It's sometimes helpful to people to have an analogy to help understand the magnitude of something. That is, to get an idea of how much money one is discussing sometimes authors will refer to a line of dollar bills laid end to end and how many times it'd circle the earth at the equator. In that spirit we'd like to give some helpful approximations of the number of various kinds of technical people there are in the world to help people get a grasp of the magnitude.
If you laid all the software developers in the world end to end, the project would never get finished. Or it'd get finished but some developers would be laying perpendicular to the line, some would be standing (some on their heads) and a few lines of developers would go off in different directions for no apparent reason but leave them alone because when we tried to fix it the line broke.

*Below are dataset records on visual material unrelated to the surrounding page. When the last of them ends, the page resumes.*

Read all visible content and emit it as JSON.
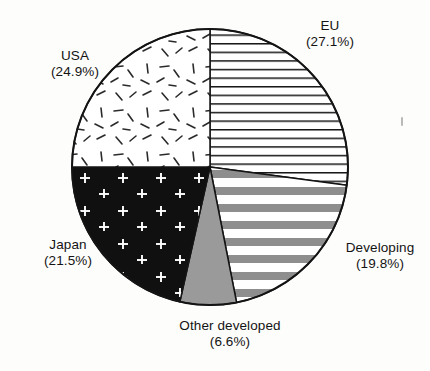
{
  "figure": {
    "background_color": "#fdfdfb",
    "ink_color": "#141414"
  },
  "chart_data": {
    "type": "pie",
    "title": "",
    "subtitle": "",
    "xlabel": "",
    "ylabel": "",
    "legend_position": "none",
    "labels_position": "outside",
    "start_angle_deg": 0,
    "direction": "clockwise",
    "center": {
      "x": 210,
      "y": 167
    },
    "radius": 138,
    "categories": [
      "EU",
      "Developing",
      "Other developed",
      "Japan",
      "USA"
    ],
    "values": [
      27.1,
      19.8,
      6.6,
      21.5,
      24.9
    ],
    "value_unit": "%",
    "slices": [
      {
        "label": "EU",
        "value": 27.1,
        "value_text": "(27.1%)",
        "pattern": "thin-horizontal-lines",
        "fill": "#ffffff",
        "stroke": "#141414",
        "start_deg": 0.0,
        "end_deg": 97.6
      },
      {
        "label": "Developing",
        "value": 19.8,
        "value_text": "(19.8%)",
        "pattern": "thick-gray-horizontal-bands",
        "fill": "#ffffff",
        "stroke": "#141414",
        "start_deg": 97.6,
        "end_deg": 168.9
      },
      {
        "label": "Other developed",
        "value": 6.6,
        "value_text": "(6.6%)",
        "pattern": "solid-gray",
        "fill": "#9a9a9a",
        "stroke": "#141414",
        "start_deg": 168.9,
        "end_deg": 192.6
      },
      {
        "label": "Japan",
        "value": 21.5,
        "value_text": "(21.5%)",
        "pattern": "black-with-white-plus-marks",
        "fill": "#101010",
        "stroke": "#141414",
        "start_deg": 192.6,
        "end_deg": 270.0
      },
      {
        "label": "USA",
        "value": 24.9,
        "value_text": "(24.9%)",
        "pattern": "scattered-short-dashes",
        "fill": "#ffffff",
        "stroke": "#141414",
        "start_deg": 270.0,
        "end_deg": 360.0
      }
    ]
  },
  "labels": {
    "eu": {
      "name": "EU",
      "pct": "(27.1%)"
    },
    "usa": {
      "name": "USA",
      "pct": "(24.9%)"
    },
    "japan": {
      "name": "Japan",
      "pct": "(21.5%)"
    },
    "developing": {
      "name": "Developing",
      "pct": "(19.8%)"
    },
    "other": {
      "name": "Other developed",
      "pct": "(6.6%)"
    }
  }
}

If you laid all the business analysts in the world end to end--no wait, we need to lay them parallel not end to end. Is that a problem? It's a minor change right? We don't need to change the delivery date, right?
You couldn't lay all the scrum masters in the world end to end but you could get them to all stand in one place once a day.

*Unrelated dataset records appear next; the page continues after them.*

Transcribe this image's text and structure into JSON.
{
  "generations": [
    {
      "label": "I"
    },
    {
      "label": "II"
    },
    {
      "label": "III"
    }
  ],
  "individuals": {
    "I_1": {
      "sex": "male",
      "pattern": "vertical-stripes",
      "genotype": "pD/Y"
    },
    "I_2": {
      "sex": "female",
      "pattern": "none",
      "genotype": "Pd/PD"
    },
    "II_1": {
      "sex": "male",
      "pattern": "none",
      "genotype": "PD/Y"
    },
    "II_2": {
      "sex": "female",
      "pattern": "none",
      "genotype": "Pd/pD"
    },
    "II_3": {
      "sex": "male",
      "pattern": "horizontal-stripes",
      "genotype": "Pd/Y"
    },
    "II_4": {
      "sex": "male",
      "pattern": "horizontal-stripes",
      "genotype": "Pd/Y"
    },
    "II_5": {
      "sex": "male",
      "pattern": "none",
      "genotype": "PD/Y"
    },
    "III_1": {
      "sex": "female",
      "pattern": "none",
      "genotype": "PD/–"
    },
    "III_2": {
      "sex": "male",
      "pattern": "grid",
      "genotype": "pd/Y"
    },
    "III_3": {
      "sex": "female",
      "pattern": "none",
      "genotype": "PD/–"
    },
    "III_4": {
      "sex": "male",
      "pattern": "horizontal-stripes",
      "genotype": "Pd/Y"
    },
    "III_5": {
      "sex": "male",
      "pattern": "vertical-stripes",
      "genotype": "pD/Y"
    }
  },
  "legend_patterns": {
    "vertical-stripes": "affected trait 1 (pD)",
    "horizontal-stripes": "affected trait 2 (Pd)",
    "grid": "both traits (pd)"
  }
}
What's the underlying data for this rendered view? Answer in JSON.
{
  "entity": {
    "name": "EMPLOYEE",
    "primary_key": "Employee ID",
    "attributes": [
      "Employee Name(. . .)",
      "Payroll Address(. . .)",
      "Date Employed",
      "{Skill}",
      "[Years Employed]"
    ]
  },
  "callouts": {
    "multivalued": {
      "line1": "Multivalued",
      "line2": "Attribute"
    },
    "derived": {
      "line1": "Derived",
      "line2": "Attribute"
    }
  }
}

You can't lay all the .Net developers in the world end to end until Microsoft releases their "AI-enabled EndToEndLayerAPI for Enterprise 1.0".
If you laid all the C developers in the world end to end . . . we're still not sure what happened because we had a buffer overflow halfway through and we're still trying to figure out where we used the wrong array index.

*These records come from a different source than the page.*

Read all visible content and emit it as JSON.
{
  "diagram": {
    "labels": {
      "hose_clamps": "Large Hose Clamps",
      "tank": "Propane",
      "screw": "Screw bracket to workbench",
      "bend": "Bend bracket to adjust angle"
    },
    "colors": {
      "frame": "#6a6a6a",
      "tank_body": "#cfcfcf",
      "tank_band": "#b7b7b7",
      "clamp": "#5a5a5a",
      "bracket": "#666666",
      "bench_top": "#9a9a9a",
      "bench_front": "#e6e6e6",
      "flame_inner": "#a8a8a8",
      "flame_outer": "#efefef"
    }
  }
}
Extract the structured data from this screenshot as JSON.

There are 746 ways to lay all the C++ developers in the world end to end. None of our teams have been able to agree on how to lay them end to end.
If you laid all the Rust developers in the world end to end, they'd never start because they couldn't figure out how to transfer ownership of the end of the line.
If you laid all the Haskell developers in the world end to end, you'd spend 3 months figuring out how to get them all to lay down but when they do it'd run the first time with no compilation errors.
If you laid all the open source developers in the world end to end, they'd never reach an agreement on standards.
We tried laying all the COBOL developers in the world end to end but the twelve of them got really angry, yelled something about "having a bank to run" and told us to go bother the PL/1 developers.
If you laid all the Javascript developers in the world end to end: '12'. We're not sure what this means and we're afraid to ask.
If you laid all the developers who rely on regular expressions in the world end to end
^*$
or maybe^[:alnum:]*$
. We can't figure it out because one way we get too many developers and the other way we don't get enough.